Salvatore Ferragamo
Salvatore Ferragamo
214 votes
A unique visual signature based on accords, character, and seasonality
The Campari-blackcurrant combination hits with almost savoury zest, a bitter-sweet punch that feels Mediterranean and bracing. Rosemary's herbal snap prevents this from becoming simply fruity, creating an unusual aperitivo-like freshness that's immediately compelling.
Rhubarb's distinctive tartness emerges alongside vanilla's creamy whisper, anchored by jasmine's soft, almost translucent floral haze. The Mat Absolute adds a subtle powdery-animalic dimension that deepens the composition's sensuality, transforming it into something sophisticated and skin-like.
The base settles into a creamy vanilla-sandalwood embrace, with Ambrox providing a subtle, almost metallic warmth beneath the sweetness. What remains is gentle and wispy—less a final statement than a lingering memory, intimate rather than imposing.
Amo Ferragamo announces itself with the brash confidence of an aperitivo—that bitter-sweet jolt of Campari cutting through blackcurrant's jammy depth, whilst rosemary's herbal spine prevents the opening from tipping into pure dessert territory. What emerges is a fragrance caught in deliberate tension: the fruity sweetness wants to seduce, but Marie Salamagne has fitted it with a restraining hand, allowing green-herbal notes to keep things honest.
The heart reveals the real sophistication. Rhubarb arrives with its characteristic tartness, wrestling gently with creamy Tahitian vanilla, whilst Jasmine Sambac and Mat Absolute layer in a soft, almost skin-like floral quality that reads as powdered skin rather than a garden in bloom. This is where the composition's genius emerges—the rhubarb-vanilla conversation creates something neither fully gourmand nor purely floral, but rather a creamy, slightly sour sweetness that feels almost edible in its complexity.
Add fragrances to your collection and unlock your personalised scent DNA, note map, and shareable identity card.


YOUR GOAL: Every line in the data below that includes "chart" belongs in the answer, copied as it stands.

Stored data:
○ ○ ○ ○ ○ ○ ○
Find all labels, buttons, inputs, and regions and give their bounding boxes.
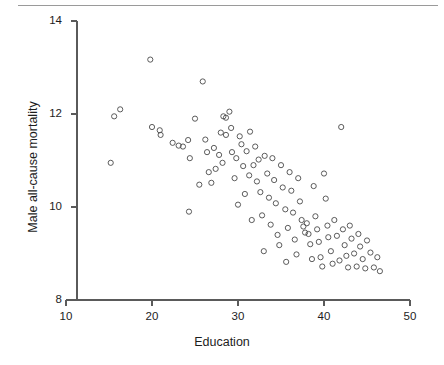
data-point xyxy=(112,114,117,119)
data-point xyxy=(244,149,249,154)
data-point xyxy=(284,259,289,264)
data-point xyxy=(259,213,264,218)
data-point xyxy=(290,210,295,215)
data-point xyxy=(258,190,263,195)
data-point xyxy=(328,249,333,254)
data-point xyxy=(239,142,244,147)
data-point xyxy=(232,176,237,181)
data-point xyxy=(200,79,205,84)
data-point xyxy=(371,265,376,270)
data-point xyxy=(237,134,242,139)
data-point xyxy=(186,137,191,142)
data-point xyxy=(251,163,256,168)
data-point xyxy=(275,232,280,237)
data-point xyxy=(211,145,216,150)
data-point xyxy=(149,124,154,129)
data-point xyxy=(186,209,191,214)
data-point xyxy=(242,191,247,196)
x-tick-label: 30 xyxy=(232,311,245,323)
data-point xyxy=(262,153,267,158)
data-point xyxy=(344,253,349,258)
data-point xyxy=(289,188,294,193)
data-point xyxy=(192,116,197,121)
data-point xyxy=(254,179,259,184)
data-point xyxy=(213,166,218,171)
data-point xyxy=(313,214,318,219)
x-tick-label: 50 xyxy=(404,311,417,323)
data-point xyxy=(266,195,271,200)
data-point xyxy=(227,109,232,114)
data-point xyxy=(330,261,335,266)
data-point xyxy=(334,233,339,238)
scatter-plot-figure: 8101214 1020304050 Education Male all-ca… xyxy=(0,0,444,365)
data-point xyxy=(318,255,323,260)
data-point xyxy=(261,249,266,254)
data-point xyxy=(268,222,273,227)
data-point xyxy=(360,256,365,261)
data-point xyxy=(349,236,354,241)
data-point xyxy=(304,221,309,226)
x-tick-label: 20 xyxy=(146,311,159,323)
data-point xyxy=(339,124,344,129)
x-tick-label: 10 xyxy=(60,311,73,323)
data-point xyxy=(308,242,313,247)
data-point xyxy=(118,107,123,112)
data-point xyxy=(272,177,277,182)
x-tick-label: 40 xyxy=(318,311,331,323)
data-point xyxy=(197,182,202,187)
data-point xyxy=(204,150,209,155)
data-point xyxy=(358,244,363,249)
data-point xyxy=(368,250,373,255)
data-point xyxy=(377,269,382,274)
data-point xyxy=(220,160,225,165)
data-point xyxy=(364,238,369,243)
data-point xyxy=(316,239,321,244)
data-point xyxy=(306,231,311,236)
data-point xyxy=(187,156,192,161)
data-point xyxy=(229,125,234,130)
data-point xyxy=(253,144,258,149)
data-point xyxy=(321,171,326,176)
data-point xyxy=(342,243,347,248)
data-point xyxy=(203,137,208,142)
data-point xyxy=(278,163,283,168)
data-point xyxy=(375,255,380,260)
data-point xyxy=(309,256,314,261)
data-point xyxy=(325,223,330,228)
data-point xyxy=(347,223,352,228)
data-point xyxy=(247,173,252,178)
data-point xyxy=(299,217,304,222)
data-point xyxy=(332,217,337,222)
data-point xyxy=(326,235,331,240)
data-point xyxy=(363,266,368,271)
data-point xyxy=(229,150,234,155)
data-point xyxy=(356,231,361,236)
data-point xyxy=(223,132,228,137)
data-point xyxy=(277,243,282,248)
data-point xyxy=(235,202,240,207)
data-point xyxy=(297,199,302,204)
data-point xyxy=(302,230,307,235)
data-point xyxy=(216,152,221,157)
data-point xyxy=(206,170,211,175)
data-point xyxy=(337,258,342,263)
data-point xyxy=(249,217,254,222)
data-point xyxy=(296,176,301,181)
data-point xyxy=(218,130,223,135)
data-point xyxy=(148,57,153,62)
data-point xyxy=(247,129,252,134)
data-point xyxy=(283,207,288,212)
data-point xyxy=(340,227,345,232)
data-point xyxy=(315,227,320,232)
y-tick-label: 8 xyxy=(32,294,62,306)
data-point xyxy=(354,264,359,269)
data-point xyxy=(292,237,297,242)
data-point xyxy=(108,160,113,165)
x-axis-title: Education xyxy=(0,335,444,349)
data-point xyxy=(294,252,299,257)
data-point xyxy=(209,180,214,185)
data-point xyxy=(273,201,278,206)
data-point xyxy=(170,140,175,145)
data-point xyxy=(241,163,246,168)
data-point xyxy=(323,196,328,201)
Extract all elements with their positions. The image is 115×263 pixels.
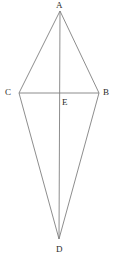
vertex-label-B: B [103, 88, 109, 97]
geometry-figure: A B C D E [0, 0, 115, 263]
diagonal-AD [59, 11, 60, 239]
segment-layer [19, 11, 99, 239]
vertex-label-E: E [62, 98, 68, 107]
vertex-label-C: C [5, 88, 11, 97]
segment-AB [60, 11, 99, 93]
segment-BD [59, 93, 99, 239]
segment-CD [19, 93, 59, 239]
vertex-label-D: D [56, 245, 63, 254]
geometry-canvas [0, 0, 115, 263]
vertex-label-A: A [56, 1, 63, 10]
segment-AC [19, 11, 60, 93]
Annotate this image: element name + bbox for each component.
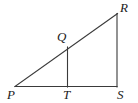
segment-PR-hypotenuse [15,14,118,87]
triangle-segments [15,14,118,88]
vertex-label-Q: Q [57,30,66,43]
vertex-label-S: S [117,88,124,101]
vertex-label-T: T [63,88,70,101]
vertex-label-P: P [7,88,15,101]
geometry-figure: P T S R Q [0,0,138,103]
vertex-label-R: R [120,1,128,14]
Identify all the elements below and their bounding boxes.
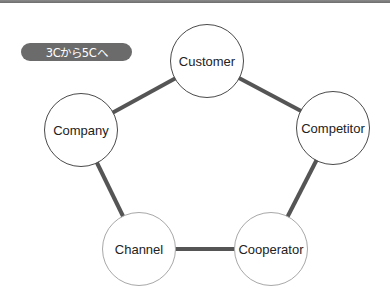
node-label-company: Company	[53, 123, 109, 138]
node-label-cooperator: Cooperator	[238, 242, 303, 257]
node-label-channel: Channel	[115, 242, 163, 257]
node-cooperator: Cooperator	[234, 212, 308, 286]
node-label-customer: Customer	[179, 54, 235, 69]
node-customer: Customer	[170, 24, 244, 98]
node-channel: Channel	[102, 212, 176, 286]
node-company: Company	[44, 93, 118, 167]
node-label-competitor: Competitor	[301, 121, 365, 136]
node-competitor: Competitor	[296, 91, 370, 165]
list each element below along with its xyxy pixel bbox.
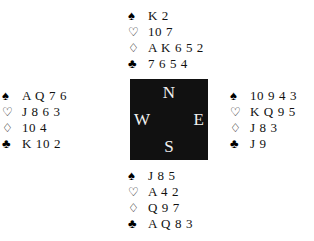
hand-west-diamonds-row: ♢ 10 4: [2, 120, 67, 136]
club-icon: ♣: [230, 136, 250, 152]
bridge-hand-diagram: ♠ K 2 ♡ 10 7 ♢ A K 6 5 2 ♣ 7 6 5 4 ♠ A Q…: [0, 0, 314, 241]
heart-icon: ♡: [230, 104, 250, 120]
hand-east-clubs: J 9: [250, 136, 267, 152]
heart-icon: ♡: [2, 104, 22, 120]
diamond-icon: ♢: [230, 120, 250, 136]
hand-north-spades: K 2: [148, 8, 169, 24]
hand-west-clubs: K 10 2: [22, 136, 61, 152]
heart-icon: ♡: [128, 24, 148, 40]
diamond-icon: ♢: [128, 40, 148, 56]
hand-west-spades: A Q 7 6: [22, 88, 67, 104]
hand-east-hearts: K Q 9 5: [250, 104, 296, 120]
diamond-icon: ♢: [128, 200, 148, 216]
hand-east-spades-row: ♠ 10 9 4 3: [230, 88, 297, 104]
compass-label-east: E: [194, 111, 204, 128]
hand-north-clubs: 7 6 5 4: [148, 56, 188, 72]
diamond-icon: ♢: [2, 120, 22, 136]
hand-north-diamonds: A K 6 5 2: [148, 40, 204, 56]
hand-north-diamonds-row: ♢ A K 6 5 2: [128, 40, 204, 56]
spade-icon: ♠: [230, 88, 250, 104]
hand-north-clubs-row: ♣ 7 6 5 4: [128, 56, 204, 72]
hand-west-diamonds: 10 4: [22, 120, 47, 136]
hand-east-spades: 10 9 4 3: [250, 88, 297, 104]
hand-south-spades: J 8 5: [148, 168, 176, 184]
compass-label-south: S: [130, 138, 208, 155]
hand-east-diamonds-row: ♢ J 8 3: [230, 120, 297, 136]
hand-west-clubs-row: ♣ K 10 2: [2, 136, 67, 152]
hand-north: ♠ K 2 ♡ 10 7 ♢ A K 6 5 2 ♣ 7 6 5 4: [128, 8, 204, 72]
hand-west-hearts: J 8 6 3: [22, 104, 61, 120]
club-icon: ♣: [2, 136, 22, 152]
spade-icon: ♠: [128, 8, 148, 24]
compass-label-west: W: [134, 111, 150, 128]
hand-east: ♠ 10 9 4 3 ♡ K Q 9 5 ♢ J 8 3 ♣ J 9: [230, 88, 297, 152]
hand-east-hearts-row: ♡ K Q 9 5: [230, 104, 297, 120]
hand-north-spades-row: ♠ K 2: [128, 8, 204, 24]
club-icon: ♣: [128, 216, 148, 232]
hand-west-hearts-row: ♡ J 8 6 3: [2, 104, 67, 120]
hand-north-hearts-row: ♡ 10 7: [128, 24, 204, 40]
hand-east-diamonds: J 8 3: [250, 120, 278, 136]
hand-south: ♠ J 8 5 ♡ A 4 2 ♢ Q 9 7 ♣ A Q 8 3: [128, 168, 193, 232]
hand-south-diamonds-row: ♢ Q 9 7: [128, 200, 193, 216]
hand-south-hearts-row: ♡ A 4 2: [128, 184, 193, 200]
hand-south-spades-row: ♠ J 8 5: [128, 168, 193, 184]
hand-west-spades-row: ♠ A Q 7 6: [2, 88, 67, 104]
spade-icon: ♠: [2, 88, 22, 104]
hand-south-diamonds: Q 9 7: [148, 200, 180, 216]
compass-label-north: N: [130, 84, 208, 101]
heart-icon: ♡: [128, 184, 148, 200]
spade-icon: ♠: [128, 168, 148, 184]
hand-south-clubs: A Q 8 3: [148, 216, 193, 232]
hand-east-clubs-row: ♣ J 9: [230, 136, 297, 152]
hand-west: ♠ A Q 7 6 ♡ J 8 6 3 ♢ 10 4 ♣ K 10 2: [2, 88, 67, 152]
hand-south-clubs-row: ♣ A Q 8 3: [128, 216, 193, 232]
hand-south-hearts: A 4 2: [148, 184, 179, 200]
hand-north-hearts: 10 7: [148, 24, 173, 40]
club-icon: ♣: [128, 56, 148, 72]
compass-box: N W E S: [130, 79, 208, 160]
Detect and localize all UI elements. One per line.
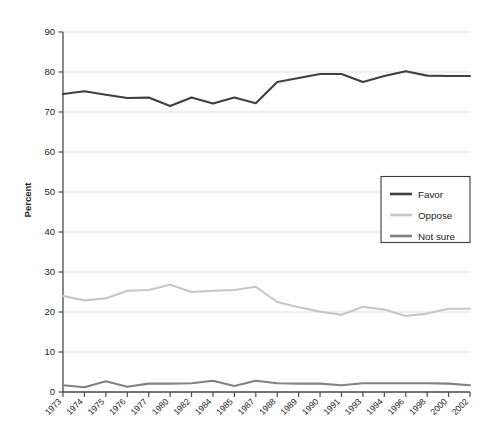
x-tick-label: 1994 [364, 396, 385, 417]
x-tick-label: 2002 [450, 396, 471, 417]
x-tick-label: 1996 [386, 396, 407, 417]
series-line-favor [63, 71, 470, 106]
x-tick-label: 1991 [321, 396, 342, 417]
y-tick-label: 0 [50, 386, 55, 397]
x-tick-label: 1993 [343, 396, 364, 417]
x-tick-label: 1985 [214, 396, 235, 417]
chart-canvas: 0102030405060708090 19731974197519761977… [0, 0, 495, 441]
y-tick-label: 60 [44, 146, 55, 157]
y-tick-label: 30 [44, 266, 55, 277]
series-line-oppose [63, 285, 470, 316]
x-tick-label: 1990 [300, 396, 321, 417]
x-tick-label: 1977 [129, 396, 150, 417]
x-tick-label: 1989 [278, 396, 299, 417]
y-tick-label: 40 [44, 226, 55, 237]
legend-label-not-sure: Not sure [418, 231, 456, 242]
x-axis: 1973197419751976197719801982198419851987… [43, 392, 471, 417]
y-tick-label: 70 [44, 106, 55, 117]
y-axis: 0102030405060708090 [44, 26, 63, 397]
y-tick-label: 10 [44, 346, 55, 357]
series-line-not-sure [63, 381, 470, 387]
x-tick-label: 1974 [64, 396, 85, 417]
x-tick-label: 1975 [86, 396, 107, 417]
x-tick-label: 1982 [171, 396, 192, 417]
x-tick-label: 1984 [193, 396, 214, 417]
line-chart: 0102030405060708090 19731974197519761977… [0, 0, 495, 441]
y-tick-label: 50 [44, 186, 55, 197]
x-tick-label: 1987 [236, 396, 257, 417]
y-tick-label: 90 [44, 26, 55, 37]
x-tick-label: 1976 [107, 396, 128, 417]
x-tick-label: 1998 [407, 396, 428, 417]
x-tick-label: 1973 [43, 396, 64, 417]
y-axis-title: Percent [22, 182, 33, 218]
y-tick-label: 20 [44, 306, 55, 317]
x-tick-label: 2000 [428, 396, 449, 417]
legend-label-favor: Favor [418, 189, 444, 200]
y-tick-label: 80 [44, 66, 55, 77]
legend-label-oppose: Oppose [418, 210, 453, 221]
x-tick-label: 1988 [257, 396, 278, 417]
x-tick-label: 1980 [150, 396, 171, 417]
legend: FavorOpposeNot sure [381, 177, 470, 243]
○ ○ ○ ○ ○ ○ ○
RESULT OF THIS EXERCISE:
chart-canvas: 0102030405060708090 19731974197519761977… [0, 0, 495, 441]
line-chart: 0102030405060708090 19731974197519761977… [0, 0, 495, 441]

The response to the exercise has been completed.